During the next visit, the patient may report that he has discovered something that works and that he feels 25% in control of his life and the problem controls only 75%. After praising the patient for this accomplishment, your follow-up question might be, “Do you think it would be possible to try that technique even more often in the future?” or “Do you think, now that you have done such a good job of finding one thing that works, that you might think of another?” Patients may want to keep a formal written diary of their progress. By using this approach, the patient may eventually be able to report that his sense of control has risen to more than 50%. Usually that will produce a substantially improved quality of life.34,35
Story
A further implication of the meaning model is the value of explicit “story work” with patients with chronic complex problems. Since most people attach meaning to important events in their lives by implicitly or explicitly constructing narratives about the events, story work allows the physician and patient to work together with the issue of meaning. Steps in working with the patient include:
Ask for your patient’s story about the illness or problem, including its root causes, its present effect on his life, and how he imagines the rest of life unfolding with the problem. This may be done with take-home written assignments between visits to conserve office time.

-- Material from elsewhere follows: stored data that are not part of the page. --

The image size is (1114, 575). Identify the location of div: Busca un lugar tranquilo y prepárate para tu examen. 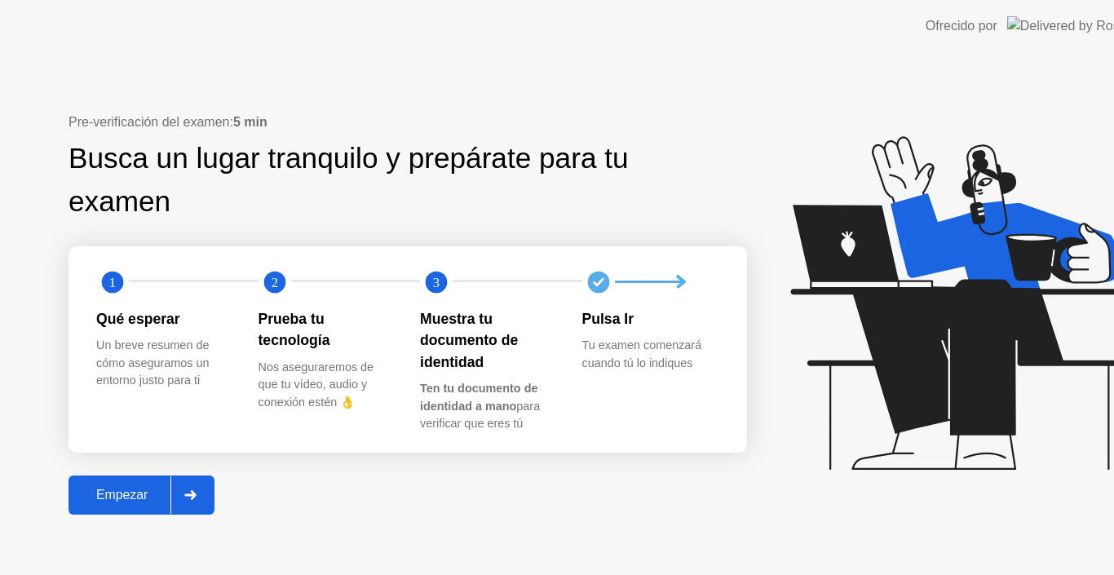
(356, 180).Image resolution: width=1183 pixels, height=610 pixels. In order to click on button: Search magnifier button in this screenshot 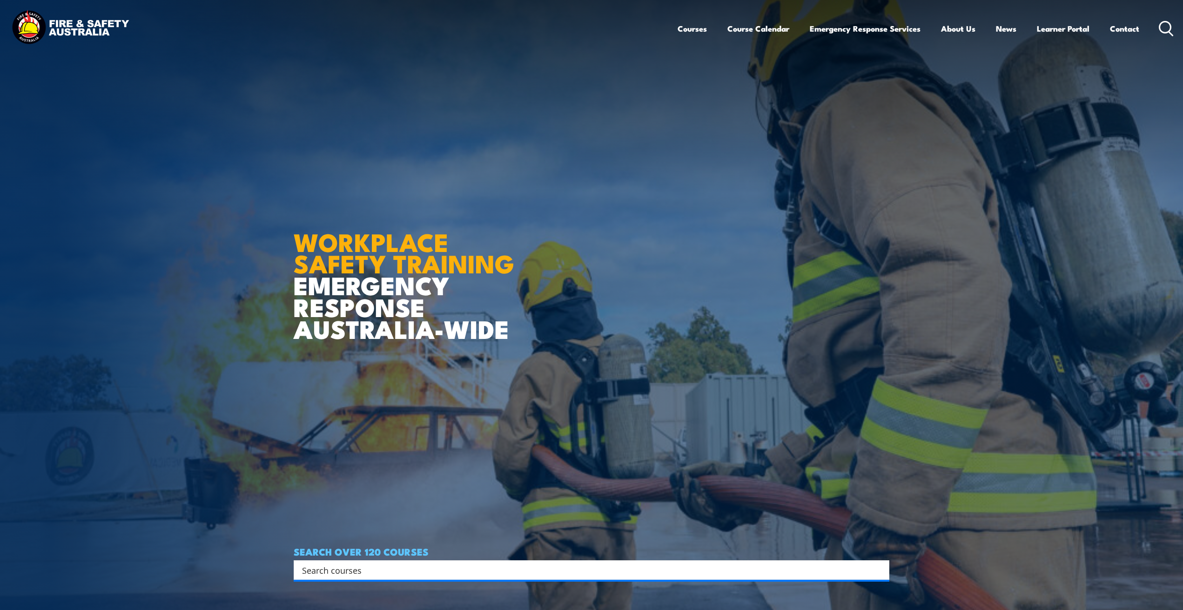, I will do `click(879, 570)`.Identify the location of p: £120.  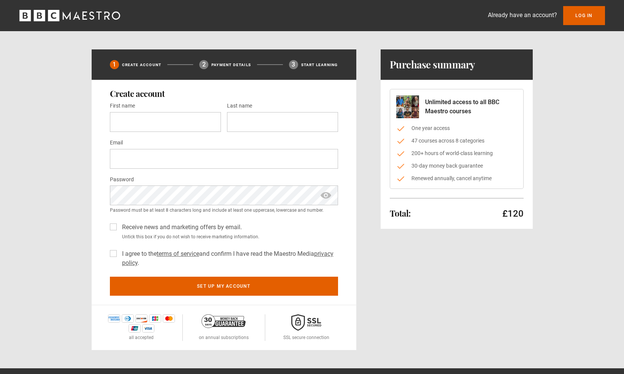
(513, 214).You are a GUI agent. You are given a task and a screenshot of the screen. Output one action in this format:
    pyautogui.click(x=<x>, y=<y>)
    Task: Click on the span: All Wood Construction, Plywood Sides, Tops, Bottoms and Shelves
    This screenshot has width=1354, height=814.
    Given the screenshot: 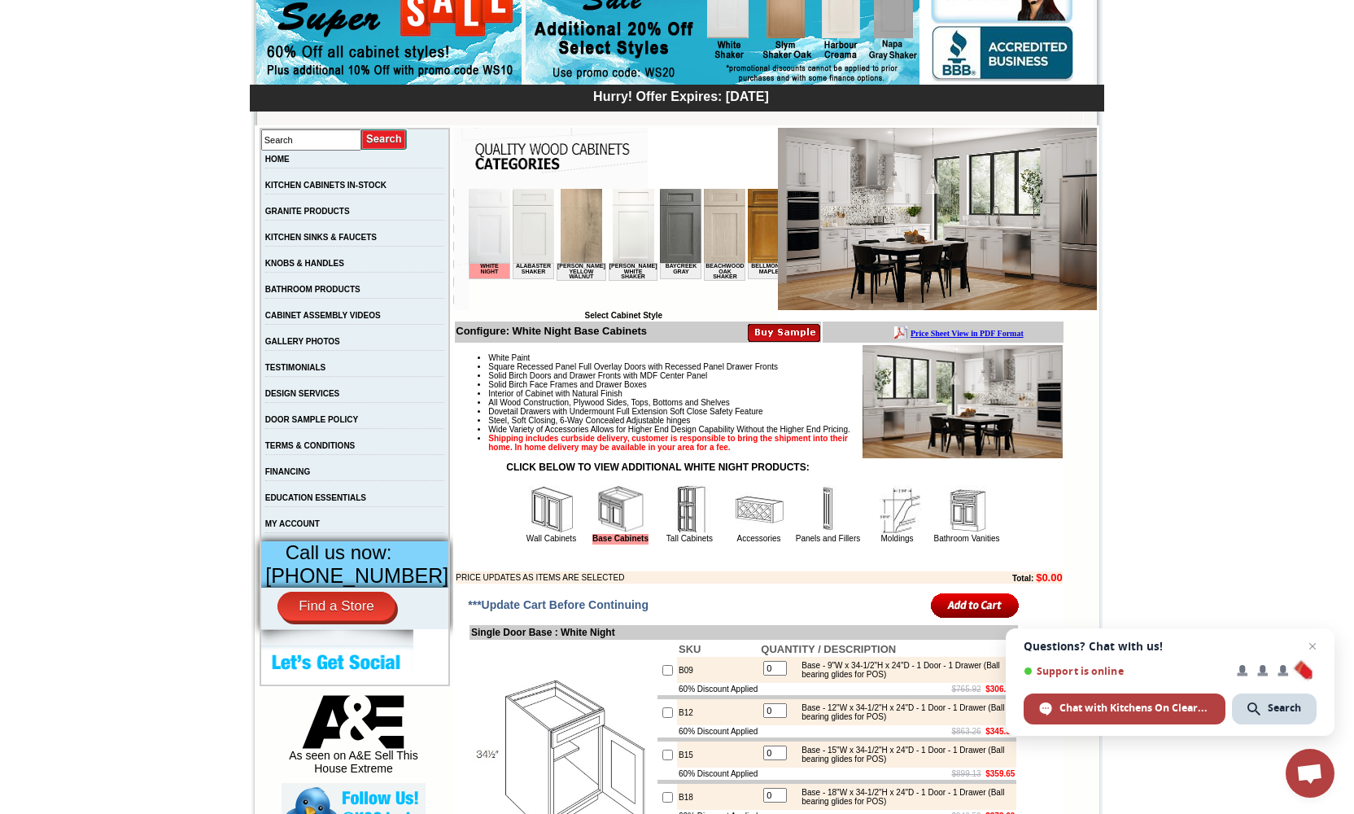 What is the action you would take?
    pyautogui.click(x=609, y=402)
    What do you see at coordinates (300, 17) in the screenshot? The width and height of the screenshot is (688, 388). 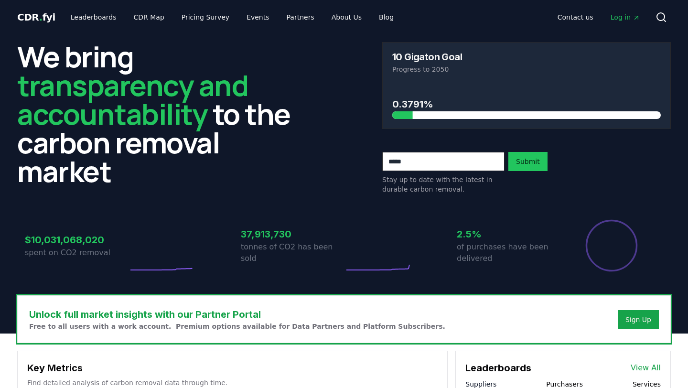 I see `a: Partners` at bounding box center [300, 17].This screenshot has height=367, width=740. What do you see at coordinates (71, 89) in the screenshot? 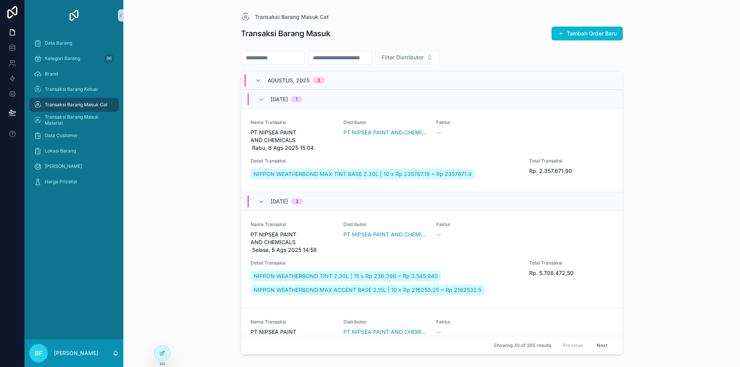
I see `span: Transaksi Barang Keluar` at bounding box center [71, 89].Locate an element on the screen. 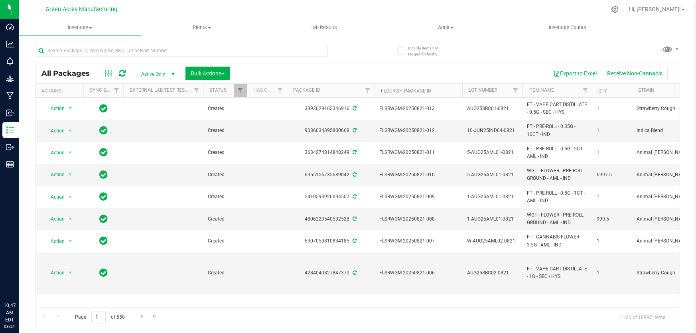  a: Qty is located at coordinates (602, 91).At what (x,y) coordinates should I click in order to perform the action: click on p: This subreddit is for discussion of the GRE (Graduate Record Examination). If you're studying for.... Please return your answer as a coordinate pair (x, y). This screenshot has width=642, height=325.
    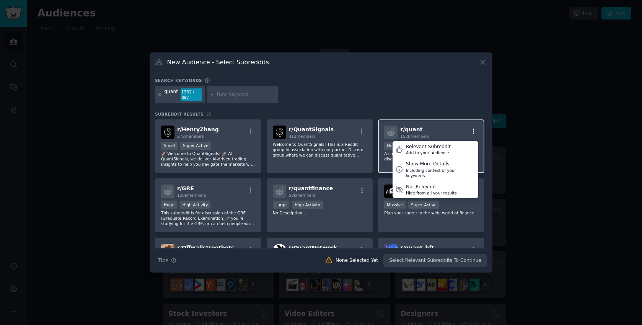
    Looking at the image, I should click on (208, 218).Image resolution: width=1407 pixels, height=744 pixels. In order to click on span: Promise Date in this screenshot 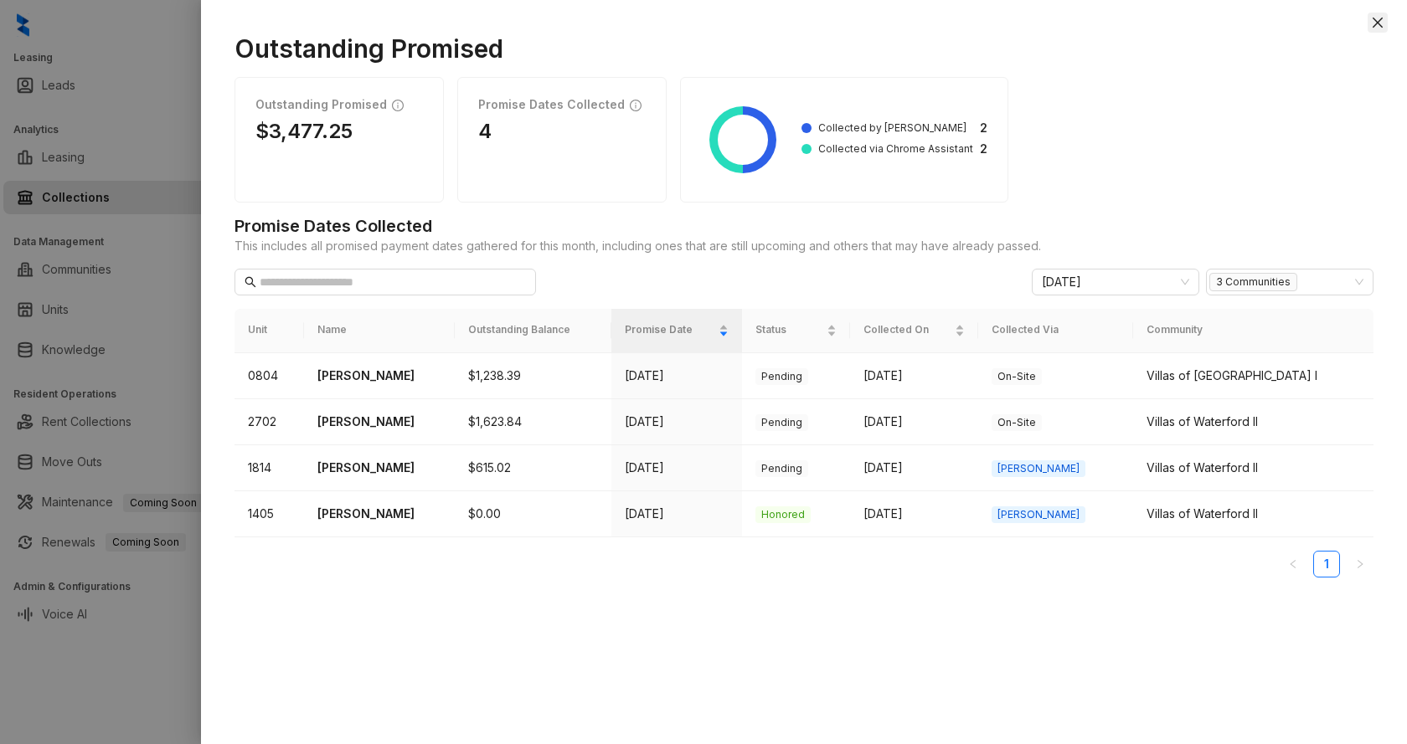, I will do `click(670, 330)`.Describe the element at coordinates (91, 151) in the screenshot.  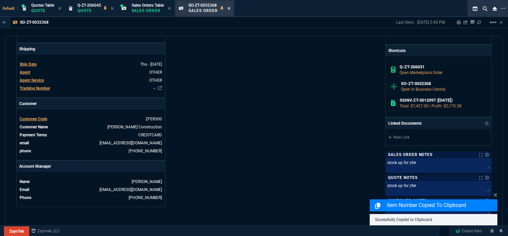
I see `tr: 9083334181` at that location.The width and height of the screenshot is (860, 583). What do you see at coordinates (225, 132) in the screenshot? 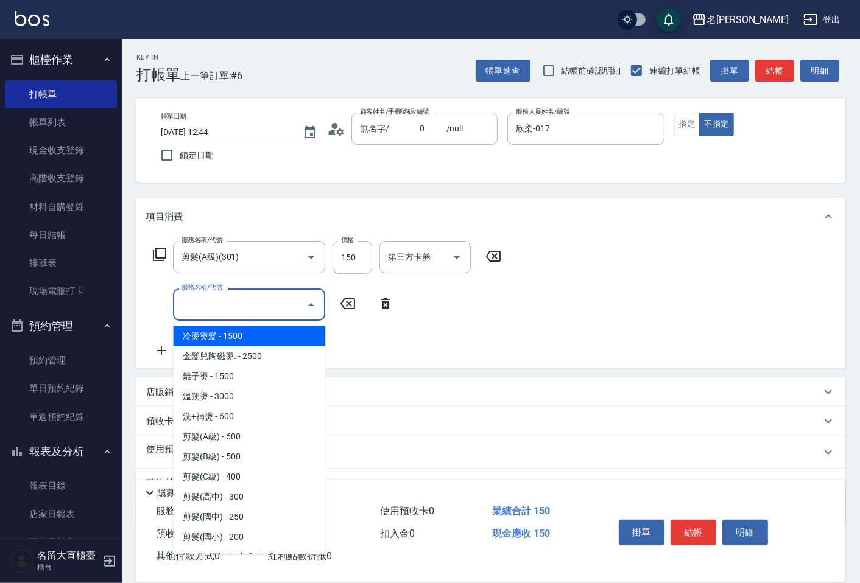
I see `input: YYYY/MM/DD hh:mm` at bounding box center [225, 132].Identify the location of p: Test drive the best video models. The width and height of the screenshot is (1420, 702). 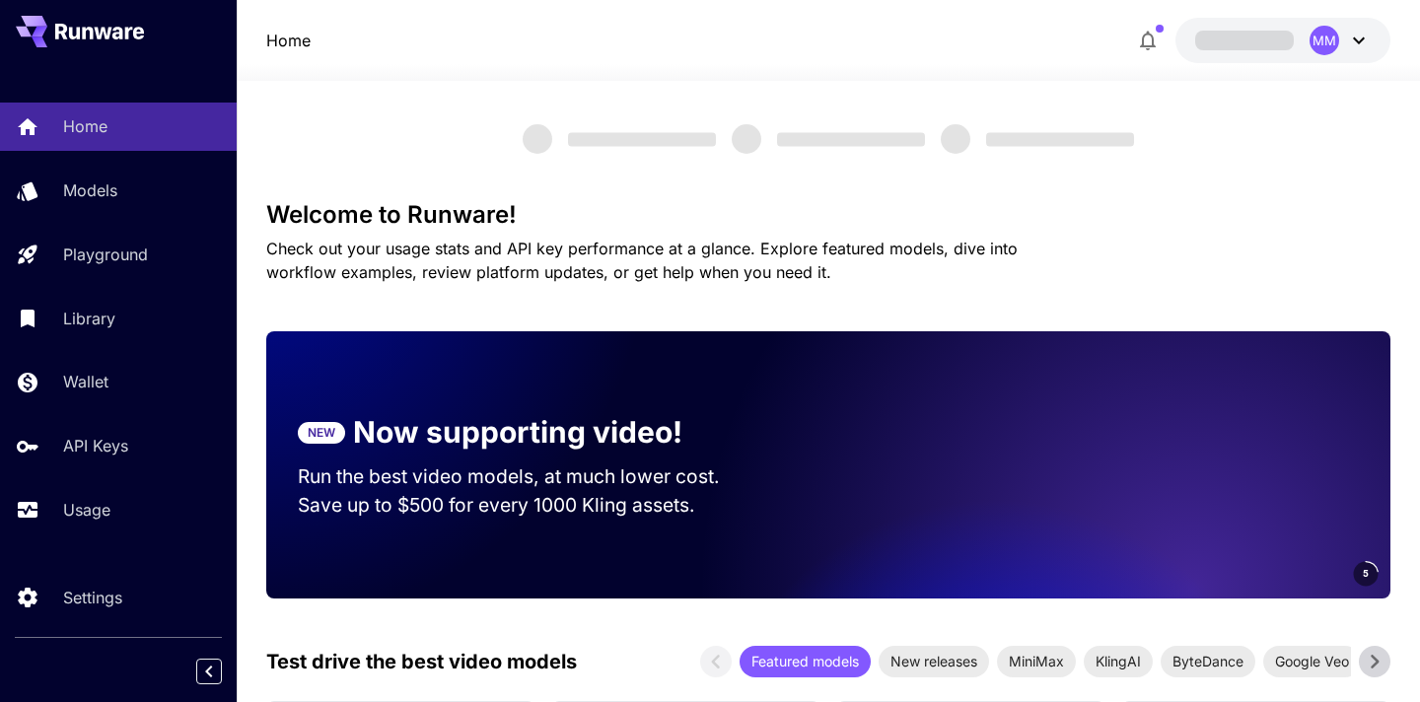
(421, 662).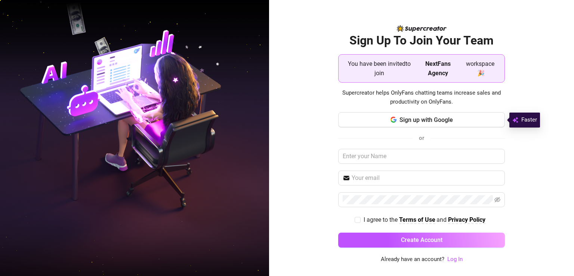  I want to click on span: eye-invisible, so click(498, 200).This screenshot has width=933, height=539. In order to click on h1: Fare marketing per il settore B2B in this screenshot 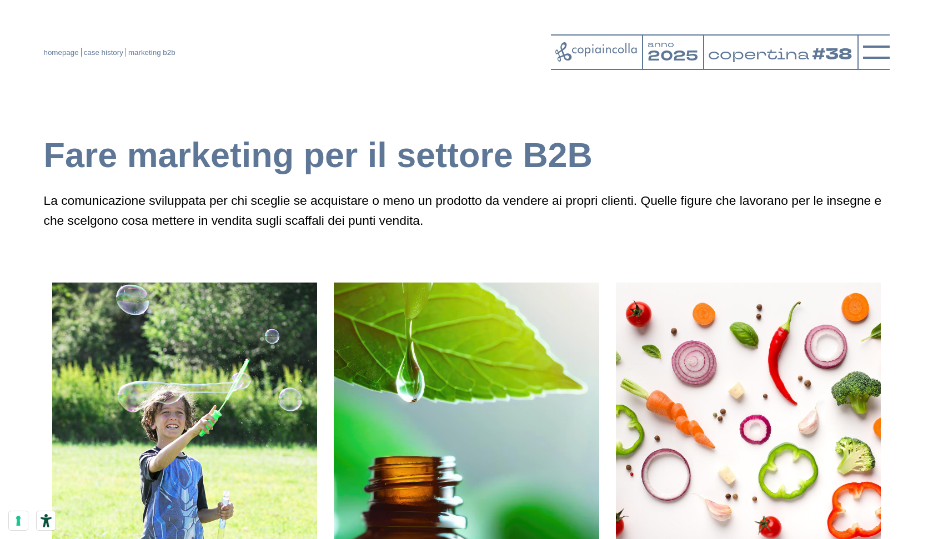, I will do `click(466, 155)`.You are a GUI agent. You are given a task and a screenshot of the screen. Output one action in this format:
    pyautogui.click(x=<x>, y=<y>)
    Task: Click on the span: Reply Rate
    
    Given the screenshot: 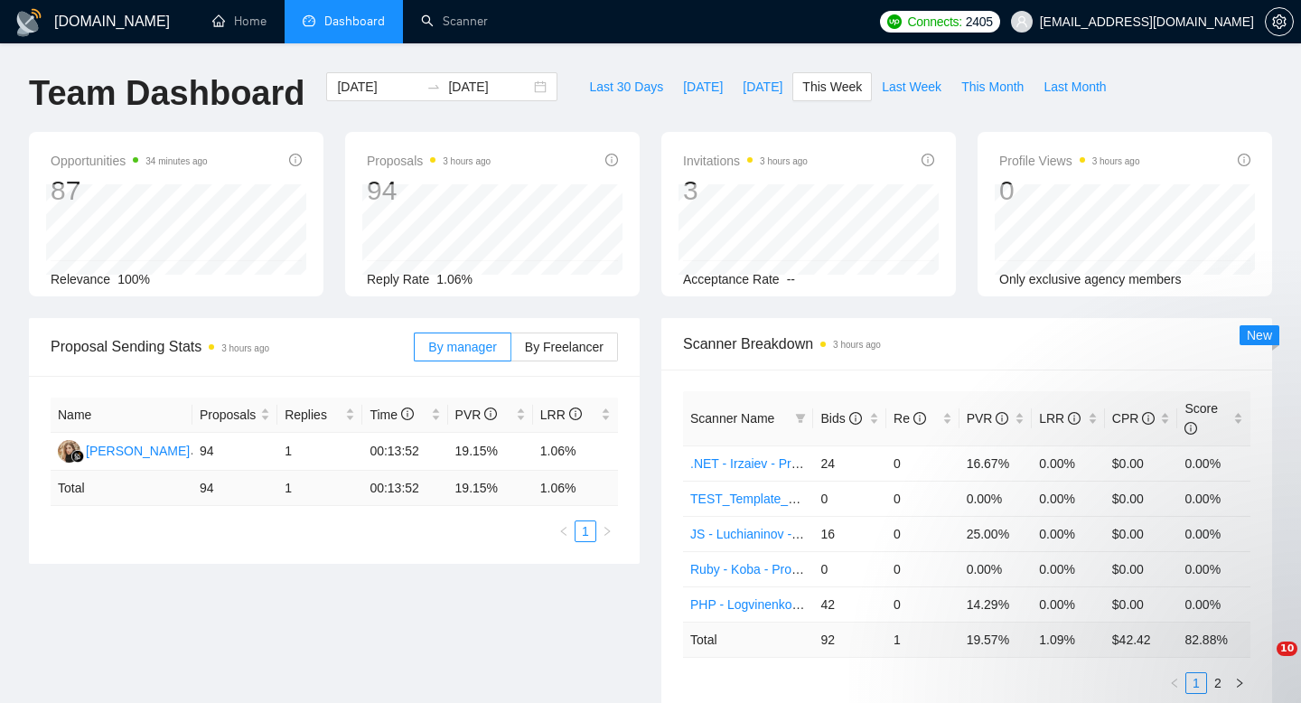 What is the action you would take?
    pyautogui.click(x=397, y=279)
    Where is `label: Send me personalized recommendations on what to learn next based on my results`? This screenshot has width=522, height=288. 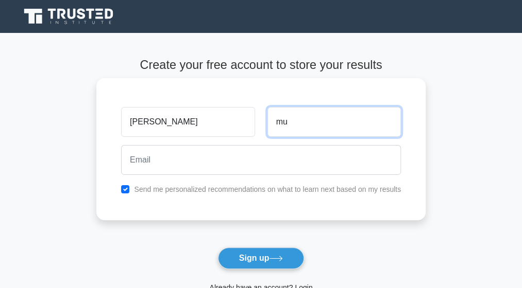 label: Send me personalized recommendations on what to learn next based on my results is located at coordinates (267, 190).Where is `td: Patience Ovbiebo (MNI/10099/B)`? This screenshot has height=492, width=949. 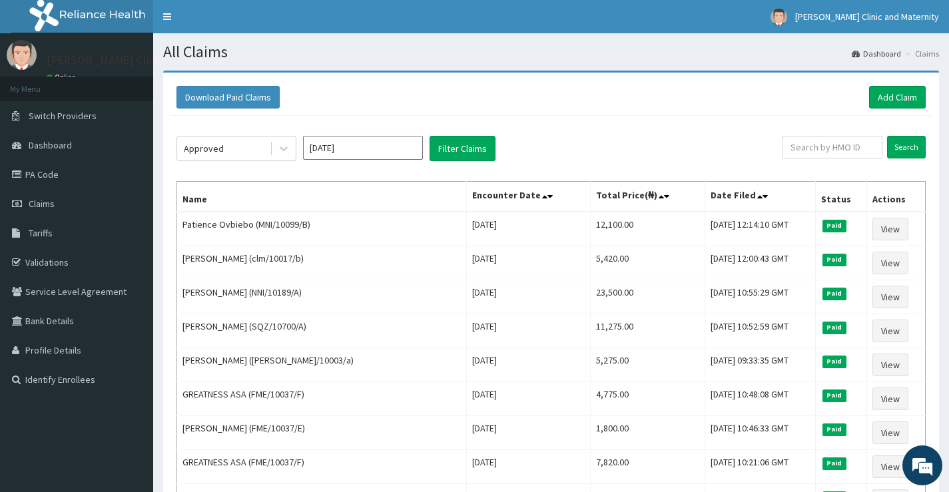 td: Patience Ovbiebo (MNI/10099/B) is located at coordinates (322, 229).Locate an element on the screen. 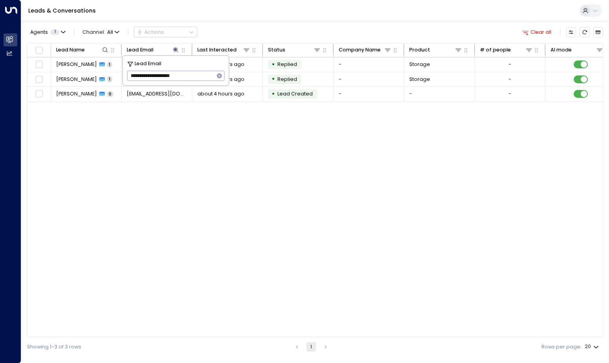 The width and height of the screenshot is (609, 363). div: Actions is located at coordinates (150, 32).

Analyze the meaning of the story with the patient, looking especially at the negatives that seem to produce unnecessary suffering, such as guilt over the presumed cause of the illness or lack of improvement in the future.
Encourage the patient to begin imaginatively constructing alternative elements to the story, especially happier endings. These are much more powerful when generated by the patient and less effective when the physician suggests them.
Work with the patient to identify changes in day-to-day activities that might reflect and further cement the reality of the revised story in the patient’s life.
A similar approach is typically employed for chronic pain patients, but it is valuable to make the story work explicit.36 At the start of treatment, these patients typically see only 2 possible stories: a future in which their pain magically disappears completely or one of unremitting suffering. It may take much supportive work to facilitate the construction of an alternative story in which the patient can imagine the possibility of feeling less pain and achieving important life goals despite never being completely cured. Often the patients have been so overwhelmed by the pain experience, and the search for a cure, they have simply lost sight of those other goals; the main element of story work is getting them back in touch with those goals. Once the patient has successfully constructed that alternative story, other elements of management (long-term medication use, physical therapy, vocational rehabilitation, depression management, and so forth) often quickly fall into place.
Conclusions
From a research standpoint, many of the proposed interventions are unfortunately sloppy. One would wish to validate an empirical hypothesis such as the meaning model by distinguishing whether a better health outcome is caused by an alteration in meaning or by some other factor. The chronic pain patient who constructs a better story of ongoing life with pain is likely to be much more compliant with other therapeutic recommendations. Did the improved outcome result from the change in meaning, from greater adherence to effective modalities such as physical therapy, or both? Although progress on the research front is expected, it may well come more slowly than we would like.
But this detriment for research purposes is a plus for therapeutics. Clinicians often do not care whether a patient is feeling better because of the pill prescribed, the care and compassion shown, greater adherence, or all of them combined, as long as improvement occurs and the patient is more satisfied. The ease with which elements of the placebo response become comingled with other therapeutic endeavors makes it a more useful tool.
Because of the therapeutic usefulness of the placebo response and the way that it is intertwined with other elements of everyday practice it would seem that family practice investigators would be especially skilled at addressing the research difficulties. This review should encourage more attention to the placebo response and promote a higher priority to its research among primary care investigators and multidisciplinary research teams.
Acknowledgments
This article was partially based on some preliminary work supported by the Fetzer Institute, Kalamazoo, Michigan. The author is grateful for the suggestions of several anonymous peer reviewers for The Journal of Family Practice.